Predict the Obvious Follow-Up
- Marshall David
- Dec 6, 2024
- 1 min read
The kind of people I enjoy working with the most are those that predict the obvious follow-up and answer them proactively.
When you share information, people don't just hear what you say. Most folks, especially experts in any field, are mentally mapping the gaps, the missing pieces, the "well, what about..." moments.
Bad Communication Example:
Developer: "The integration is taking longer than expected."
Me: "Why?"
Developer: "Some technical challenges."
Me: "What kind of challenges?"
Developer: "There have been some API compatibility issues."

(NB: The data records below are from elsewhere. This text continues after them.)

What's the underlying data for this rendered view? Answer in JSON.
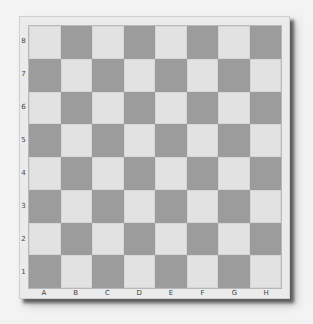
{
  "board": {
    "size": 8,
    "files": [
      "A",
      "B",
      "C",
      "D",
      "E",
      "F",
      "G",
      "H"
    ],
    "ranks": [
      "8",
      "7",
      "6",
      "5",
      "4",
      "3",
      "2",
      "1"
    ],
    "colors": {
      "light_square": "#e2e2e2",
      "dark_square": "#9c9c9c",
      "frame": "#ebebeb",
      "background": "#f3f3f3"
    },
    "pieces": []
  }
}
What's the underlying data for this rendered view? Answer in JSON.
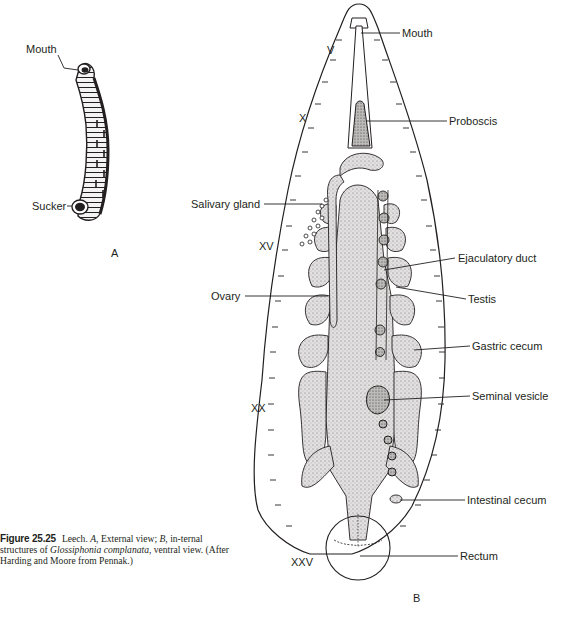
{
  "figure": {
    "panel_a": {
      "panel_letter": "A",
      "labels": {
        "mouth": "Mouth",
        "sucker": "Sucker"
      }
    },
    "panel_b": {
      "panel_letter": "B",
      "segment_markers": {
        "v": "V",
        "x": "X",
        "xv": "XV",
        "xx": "XX",
        "xxv": "XXV"
      },
      "labels": {
        "mouth": "Mouth",
        "proboscis": "Proboscis",
        "salivary_gland": "Salivary gland",
        "ejaculatory_duct": "Ejaculatory duct",
        "testis": "Testis",
        "ovary": "Ovary",
        "gastric_cecum": "Gastric cecum",
        "seminal_vesicle": "Seminal vesicle",
        "intestinal_cecum": "Intestinal cecum",
        "rectum": "Rectum"
      }
    },
    "caption": {
      "figure_number": "Figure 25.25",
      "text_1": "Leech. ",
      "a_ref": "A",
      "text_2": ", External view; ",
      "b_ref": "B",
      "text_3": ", in-ternal structures of ",
      "species": "Glossiphonia complanata",
      "text_4": ", ventral view. (After Harding and Moore from Pennak.)"
    },
    "colors": {
      "ink": "#231f20",
      "stipple": "#d6d4d4",
      "background": "#ffffff"
    }
  }
}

Me: "With which part of the system?"
Developer: [looks frustrated]
This is not fun for either parties involved.
Good Communication:
"The Stripe integration is taking longer than expected. We're facing API compatibility issues with their newest webhook authentication method. Our current authentication library doesn't support the latest security protocols. I've already spoken with our security team - we'll need to refactor about 40% of our existing connection logic. This'll push our timeline by roughly two weeks. We have a temporary workaround that'll keep the current integration stable while we rebuild."
See the difference?
I didn't have to ask:
What specifically is delayed?
Why is it delayed?
What's the impact?
Do you have a plan?
How long will this take?
Proactively answering these shows:
You've thought deeply
You respect the listener's time
You're credible
This applies everywhere:
Project updates
Technical explanations
Client communications
Team meetings
General conversations with literally any sane human being
The meta-skill? Empathy. Put yourself in the listener's shoes. What would they want to know next?